Methods reporting in the fMRI literature
Originally at https://metascience.shaunagm.net/post/48945136667/methods-reporting-in-the-fmri-literature
I spent three years working in fMRI labs. To this day it’s not clear to me if the field has exceptionally ambiguous standards, or if it’s only one of many scientific subfields based around new technology struggling to define good practice. Whether it’s got company or not, neuroimaging certainly has issues.
A paper by Joshua Carp in NeuroImage reviews the methodology of 241 recent fMRI articles:
The present study evaluated research reports according to a checklist adapted from the guidelines promulgated by Poldrack et al. (2008). Checklist items were grouped into five categories: experimental design, data acquisition, processing, statistical modeling, and visualization. In all, 179 methodological decisions were collected for each article. Parameters that could not be determined from the published reports were classified as missing. Parameters that were not relevant to particular papers (e.g., smoothing kernel for studies that did not report using spatial smoothing) were classified as not applicable.
You can view reporting rates of these 179 decisions, without subscribing to the journal, here and here.
They also looked at sample sizes across studies, and found that they average 15 subjects per group. They calculated power for each study and found that only 2.3% of the studies would have 80% power to find even a large (.8) effect size.
As described by Ioannidis (Ioannidis, 2005b), the rate of false positive results increases with the flexibility of analysis procedures. Thus, it is important to determine how many analytic strategies can be used to explore a given experiment.
As described above, the studies in the present sample were coded for 21 optional analysis procedures, ranging from experimental design to data visualization. Across the 241 studies, 223 unique combinations of analytic techniques were observed. In other words, there were nearly as many unique analysis pipelines as studies in the sample. Arguably, however, data visualization techniques like activation figures and tables do not constitute analysis. After collapsing across these visualization procedures, 207 unique pipelines were observed—again, nearly as many analysis methods as studies.
The order of processing procedures also permits substantial flexibility in analysis.
From the discussion:
Critically, however, the present results show that many published reports omit a number of key data collection and analysis parameters (Fig. 2 and Fig. 3). Over one third of studies did not describe the number of trials, trial duration, and the range and distribution of inter-trial intervals. Fewer than half reported the number of subjects rejected from analysis; the reasons for rejection; how or whether subjects were compensated for participation; and the resolution, coverage, and slice order of functional brain images.
Important methodological details were also omitted from descriptions of data analysis. Less than half of the studies in the present sample reported whether images were corrected for differences in slice acquisition timing or coregistered to high-resolution scans. Nearly half did not report whether temporal filtering was conducted; less than one fifth reported whether temporal autocorrelations were modeled. A minority of studies described the reference slice used for slice-timing correction, the reference image used for motion realignment or spatial normalization, and how or whether images were corrected for nuisance variables like head motion or physiological artifacts.
Countless studies have demonstrated that these methodological choices can have profound effects on research outcomes (e.g.,Dale, 1999,Lund et al., 2005,Mumford and Nichols, 2008,Sladky et al., 2011 and Zhang et al., 2009). The widespread omission of these parameters from research reports, documented here, poses a serious challenge to researchers who seek to replicate and build on published studies. Changing even a single critical methodological decision may qualitatively alter the results of an experiment; changing many decisions at once may exert profound and unpredictable effects on research outcomes. For example, following the failure of one research group (Nieuwenhuis et al., 2007) to replicate a high-profile finding from another lab (Brown and Braver, 2005 and Brown and Braver, 2007), both groups cited differences in methodological parameters like sample size, number of trials, inter-stimulus interval, and even subject nationality in explaining the divergent results. In sum, methodological choices matter, and reporting them matters, too.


→ Problem to work on
With the listing in front of you, retype it exactly.

=====

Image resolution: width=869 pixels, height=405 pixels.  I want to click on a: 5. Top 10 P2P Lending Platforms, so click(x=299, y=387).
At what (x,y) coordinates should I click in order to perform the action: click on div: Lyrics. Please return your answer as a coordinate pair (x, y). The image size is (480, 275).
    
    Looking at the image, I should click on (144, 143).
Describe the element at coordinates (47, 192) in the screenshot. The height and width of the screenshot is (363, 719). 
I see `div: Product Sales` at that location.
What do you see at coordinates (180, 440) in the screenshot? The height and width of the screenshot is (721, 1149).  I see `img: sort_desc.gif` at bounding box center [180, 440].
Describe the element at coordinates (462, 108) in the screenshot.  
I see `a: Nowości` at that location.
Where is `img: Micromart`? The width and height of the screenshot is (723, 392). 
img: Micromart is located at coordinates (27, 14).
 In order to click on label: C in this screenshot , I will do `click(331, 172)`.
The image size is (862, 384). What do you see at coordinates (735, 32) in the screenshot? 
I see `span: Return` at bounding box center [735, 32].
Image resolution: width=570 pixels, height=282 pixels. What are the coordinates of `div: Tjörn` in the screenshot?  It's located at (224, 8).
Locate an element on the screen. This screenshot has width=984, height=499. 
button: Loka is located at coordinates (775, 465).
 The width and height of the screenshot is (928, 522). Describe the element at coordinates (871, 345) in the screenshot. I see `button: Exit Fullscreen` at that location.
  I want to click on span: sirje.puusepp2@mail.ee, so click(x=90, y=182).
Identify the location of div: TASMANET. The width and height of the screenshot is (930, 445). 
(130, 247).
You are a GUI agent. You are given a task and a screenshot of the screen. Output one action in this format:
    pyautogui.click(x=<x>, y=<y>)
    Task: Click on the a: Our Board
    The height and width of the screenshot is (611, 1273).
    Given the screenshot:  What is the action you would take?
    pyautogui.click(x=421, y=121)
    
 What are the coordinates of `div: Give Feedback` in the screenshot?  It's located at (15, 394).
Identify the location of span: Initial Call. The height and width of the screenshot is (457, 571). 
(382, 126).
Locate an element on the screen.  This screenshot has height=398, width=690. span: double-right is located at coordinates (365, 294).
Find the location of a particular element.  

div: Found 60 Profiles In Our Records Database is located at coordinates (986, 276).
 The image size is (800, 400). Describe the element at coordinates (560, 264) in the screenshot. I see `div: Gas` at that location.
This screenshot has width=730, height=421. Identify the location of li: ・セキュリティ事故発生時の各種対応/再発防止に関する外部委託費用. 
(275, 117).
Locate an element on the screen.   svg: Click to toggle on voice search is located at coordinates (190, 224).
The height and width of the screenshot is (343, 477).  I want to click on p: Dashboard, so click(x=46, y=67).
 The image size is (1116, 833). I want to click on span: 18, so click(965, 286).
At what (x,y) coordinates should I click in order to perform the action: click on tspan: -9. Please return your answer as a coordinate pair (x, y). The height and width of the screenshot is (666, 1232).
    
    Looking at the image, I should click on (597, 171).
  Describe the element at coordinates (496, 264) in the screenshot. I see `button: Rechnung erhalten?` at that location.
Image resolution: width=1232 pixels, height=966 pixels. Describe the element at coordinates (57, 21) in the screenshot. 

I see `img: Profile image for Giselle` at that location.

=====

→ Your response
Image resolution: width=869 pixels, height=405 pixels.  I want to click on a: 5. Top 10 P2P Lending Platforms, so click(x=299, y=387).
At what (x,y) coordinates should I click in order to perform the action: click on div: Lyrics. Please return your answer as a coordinate pair (x, y). The image size is (480, 275).
    
    Looking at the image, I should click on (144, 143).
Describe the element at coordinates (47, 192) in the screenshot. The height and width of the screenshot is (363, 719). 
I see `div: Product Sales` at that location.
What do you see at coordinates (180, 440) in the screenshot? The height and width of the screenshot is (721, 1149).  I see `img: sort_desc.gif` at bounding box center [180, 440].
Describe the element at coordinates (462, 108) in the screenshot.  
I see `a: Nowości` at that location.
Where is `img: Micromart`? The width and height of the screenshot is (723, 392). 
img: Micromart is located at coordinates (27, 14).
 In order to click on label: C in this screenshot , I will do `click(331, 172)`.
The image size is (862, 384). What do you see at coordinates (735, 32) in the screenshot? 
I see `span: Return` at bounding box center [735, 32].
Image resolution: width=570 pixels, height=282 pixels. What are the coordinates of `div: Tjörn` in the screenshot?  It's located at (224, 8).
Locate an element on the screen. This screenshot has width=984, height=499. 
button: Loka is located at coordinates (775, 465).
 The width and height of the screenshot is (928, 522). Describe the element at coordinates (871, 345) in the screenshot. I see `button: Exit Fullscreen` at that location.
  I want to click on span: sirje.puusepp2@mail.ee, so click(x=90, y=182).
Identify the location of div: TASMANET. The width and height of the screenshot is (930, 445). 
(130, 247).
You are a GUI agent. You are given a task and a screenshot of the screen. Output one action in this format:
    pyautogui.click(x=<x>, y=<y>)
    Task: Click on the a: Our Board
    The height and width of the screenshot is (611, 1273).
    Given the screenshot:  What is the action you would take?
    pyautogui.click(x=421, y=121)
    
 What are the coordinates of `div: Give Feedback` in the screenshot?  It's located at (15, 394).
Identify the location of span: Initial Call. The height and width of the screenshot is (457, 571). 
(382, 126).
Locate an element on the screen.  This screenshot has height=398, width=690. span: double-right is located at coordinates (365, 294).
Find the location of a particular element.  

div: Found 60 Profiles In Our Records Database is located at coordinates (986, 276).
 The image size is (800, 400). Describe the element at coordinates (560, 264) in the screenshot. I see `div: Gas` at that location.
This screenshot has width=730, height=421. Identify the location of li: ・セキュリティ事故発生時の各種対応/再発防止に関する外部委託費用. 
(275, 117).
Locate an element on the screen.   svg: Click to toggle on voice search is located at coordinates (190, 224).
The height and width of the screenshot is (343, 477).  I want to click on p: Dashboard, so click(x=46, y=67).
 The image size is (1116, 833). I want to click on span: 18, so click(965, 286).
At what (x,y) coordinates should I click in order to perform the action: click on tspan: -9. Please return your answer as a coordinate pair (x, y). The height and width of the screenshot is (666, 1232).
    
    Looking at the image, I should click on (597, 171).
  Describe the element at coordinates (496, 264) in the screenshot. I see `button: Rechnung erhalten?` at that location.
Image resolution: width=1232 pixels, height=966 pixels. Describe the element at coordinates (57, 21) in the screenshot. 

I see `img: Profile image for Giselle` at that location.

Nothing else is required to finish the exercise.